Hughes sighed. "Because, unlike you..." He paused and concentrated on the small flames that danced over the remaining coals in the fire pit. "I can read." He pressed three fingers to his temple and made a face. "All right, we're finished. What happened to not asking questions?"
Alyn grinned. A laugh rose from somewhere in her throat. "Well, saying that only makes me want to ask more questions! Ah told you; it makes me think ye're hidin' something when you don't answer."
"Think what you like, stupid girl," the blacksmith muttered. He raised his hat to his head and angled it to shade his eyes. "We arranged that I would tell you of the Shir family, and you would speak when spoken to. I've done my part."
Alyn shrugged and slyly wiggled her brows. "And I've done mine. You spoke to me, so, the way I figure it is, I can speak."
Master Hughes snarled. "If you question me more tomorrow, so help me, I will cut out your tongue myself. You are an absolute nuisance. Now, get to sleep. It will be twelve hours or so on the road, starting at first light, and you will be driving."
"Twelve hours?"
"Sleep, girl. If you aren't up and ready to go when I am, then I will leave to Addinburgh without you."
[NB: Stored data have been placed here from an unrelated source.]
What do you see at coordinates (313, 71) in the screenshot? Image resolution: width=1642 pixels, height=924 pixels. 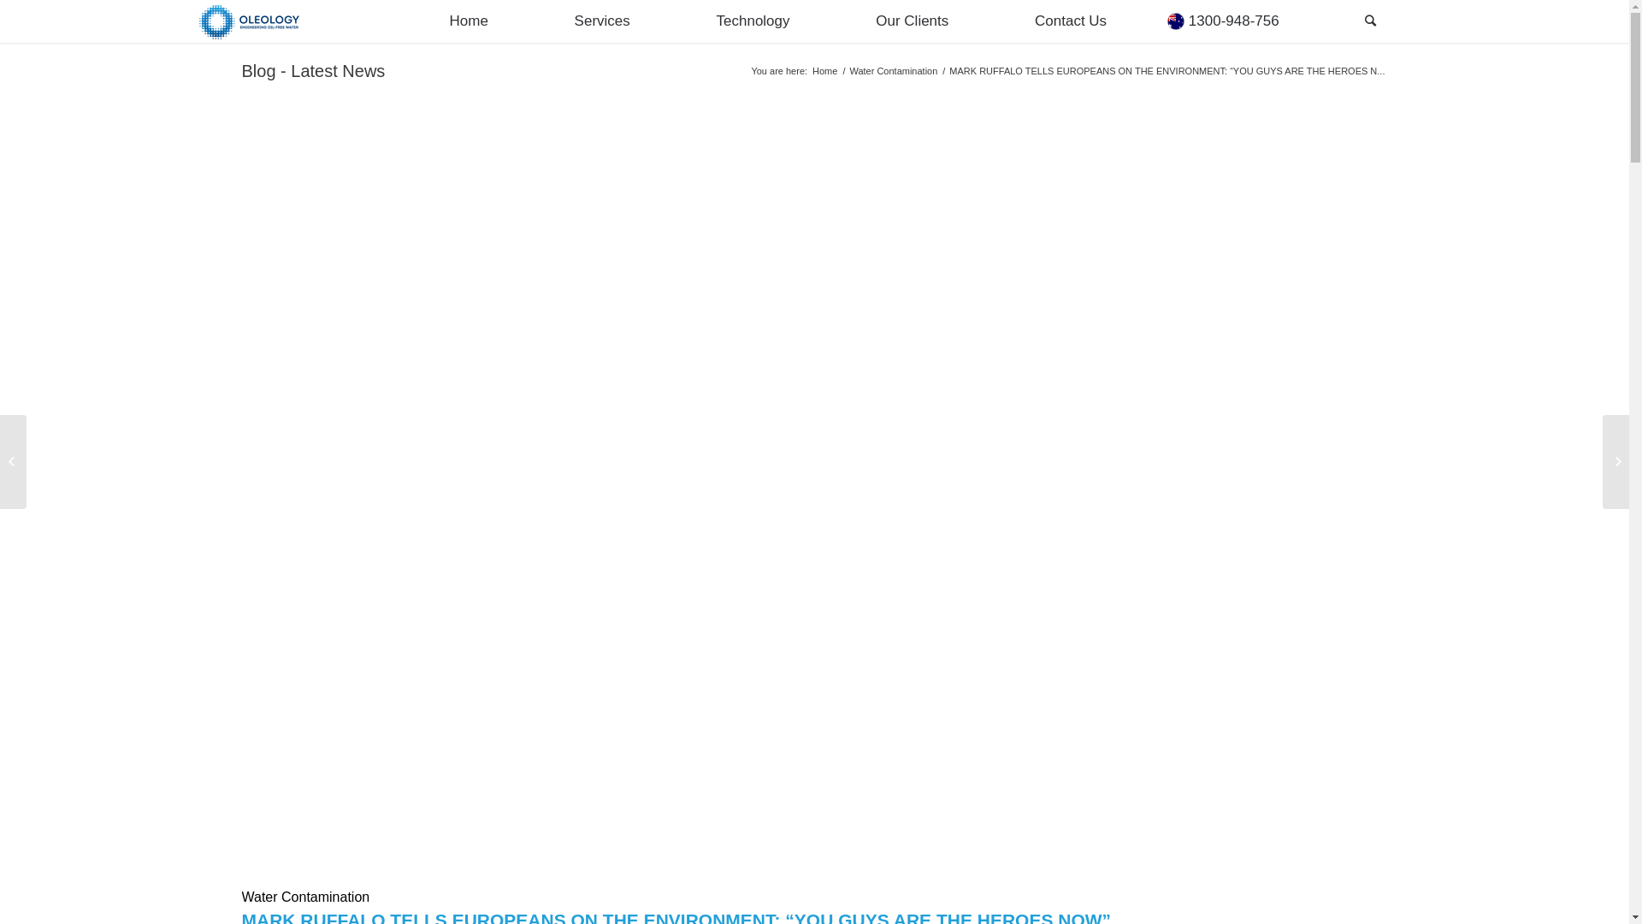 I see `Blog - Latest News` at bounding box center [313, 71].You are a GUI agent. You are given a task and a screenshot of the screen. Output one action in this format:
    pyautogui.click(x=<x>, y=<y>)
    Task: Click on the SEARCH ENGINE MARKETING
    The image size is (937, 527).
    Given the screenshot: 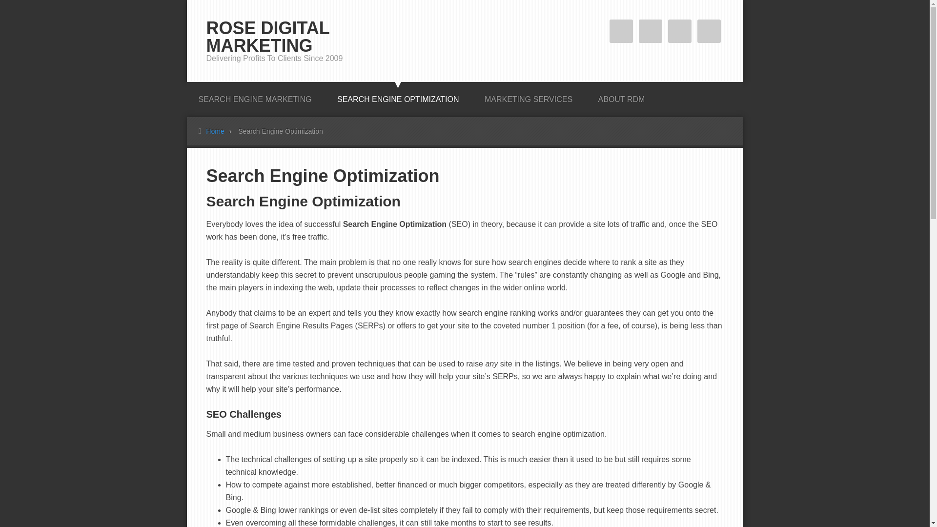 What is the action you would take?
    pyautogui.click(x=255, y=96)
    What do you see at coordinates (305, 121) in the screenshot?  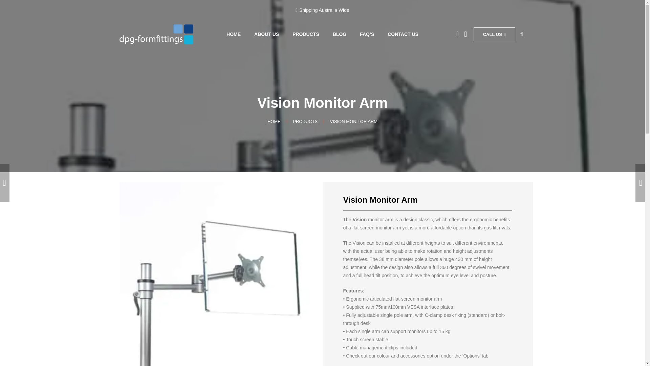 I see `PRODUCTS` at bounding box center [305, 121].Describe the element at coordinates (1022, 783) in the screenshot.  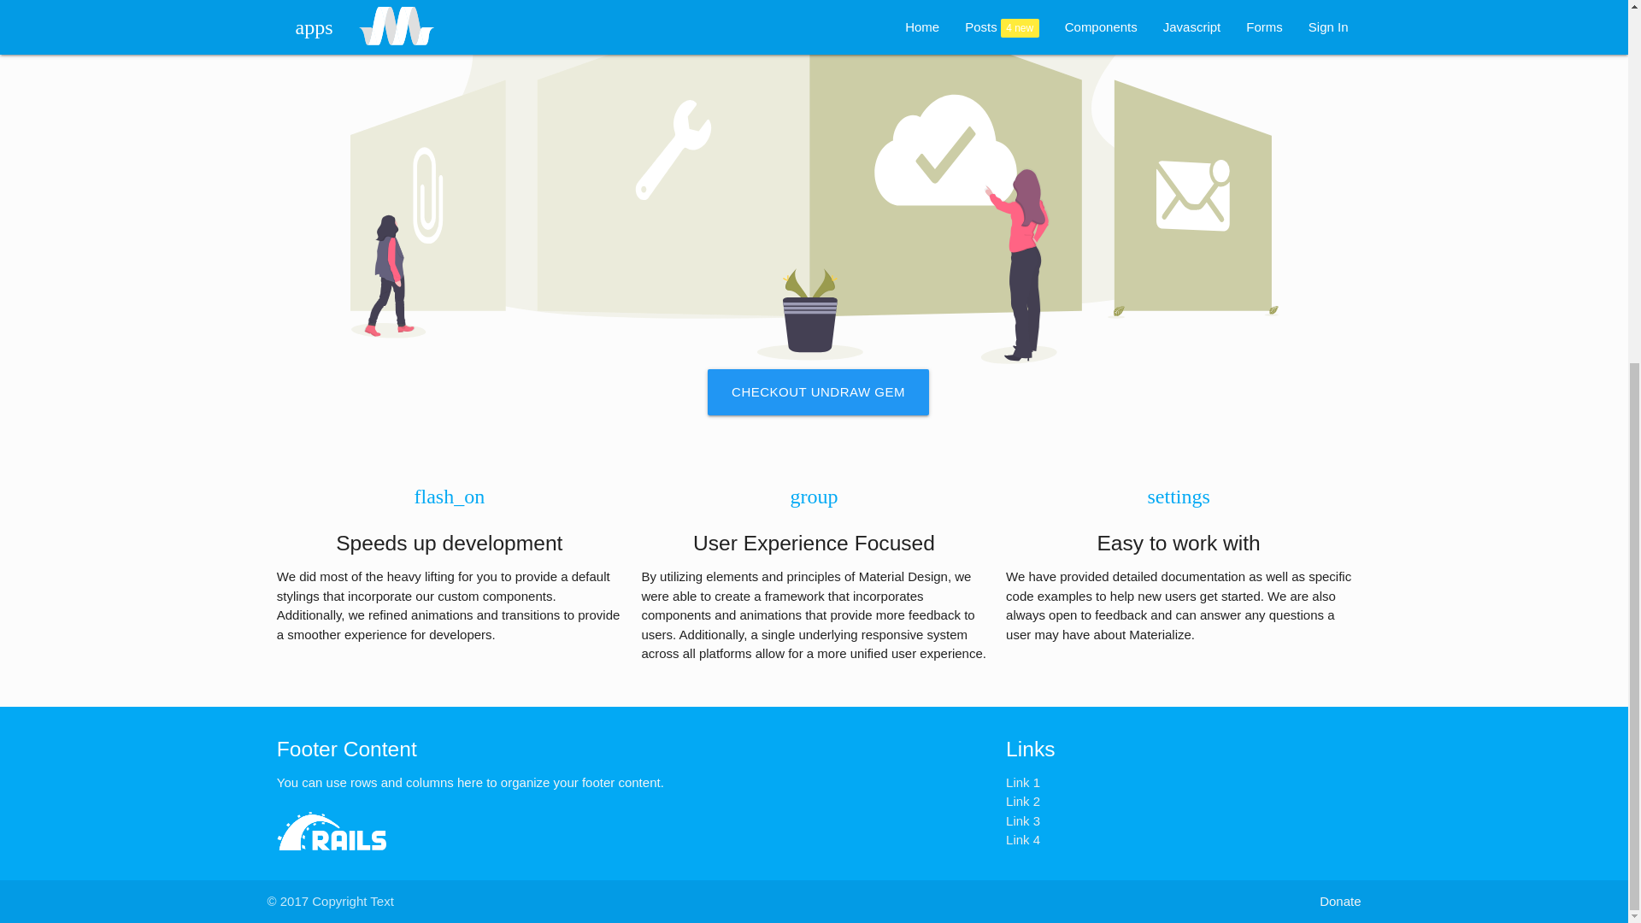
I see `Link 1` at that location.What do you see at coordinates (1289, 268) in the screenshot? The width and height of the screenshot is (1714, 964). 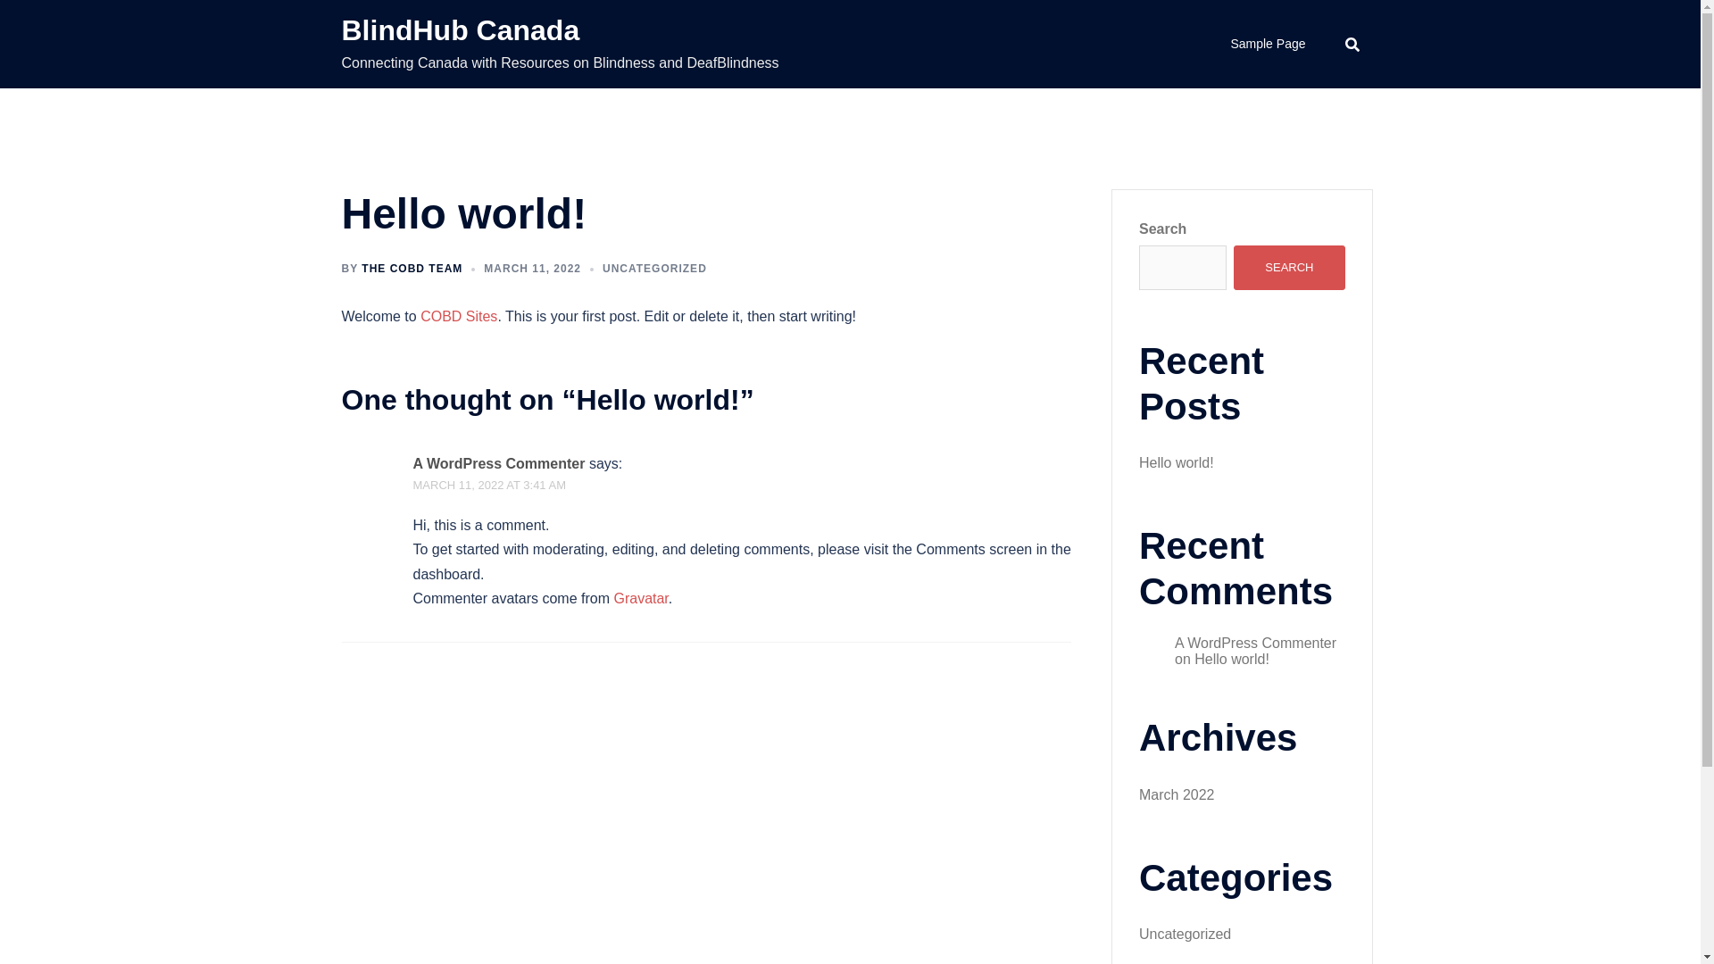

Alyn scowled. They were silent for a few minutes, and she saw him gradually relax. She chewed her inner cheek. "Master Hughes?"
He did not answer. Moments later, he quietly began to snore.
Alyn lowered her herself to the dirt and curled up as small as she could before the last of the embers. She was glad he had spoken. Not about himself, perhaps, but it gave her some comfort to know that there was so much knowledge within him. He knew about things; things like where they were going, what they were doing. He knew about things like the world. And she thought, in the bleary interval before sleep, that maybe knowing it all was what him so sad. He carried with him the weight of the world—the burden of an experienced man.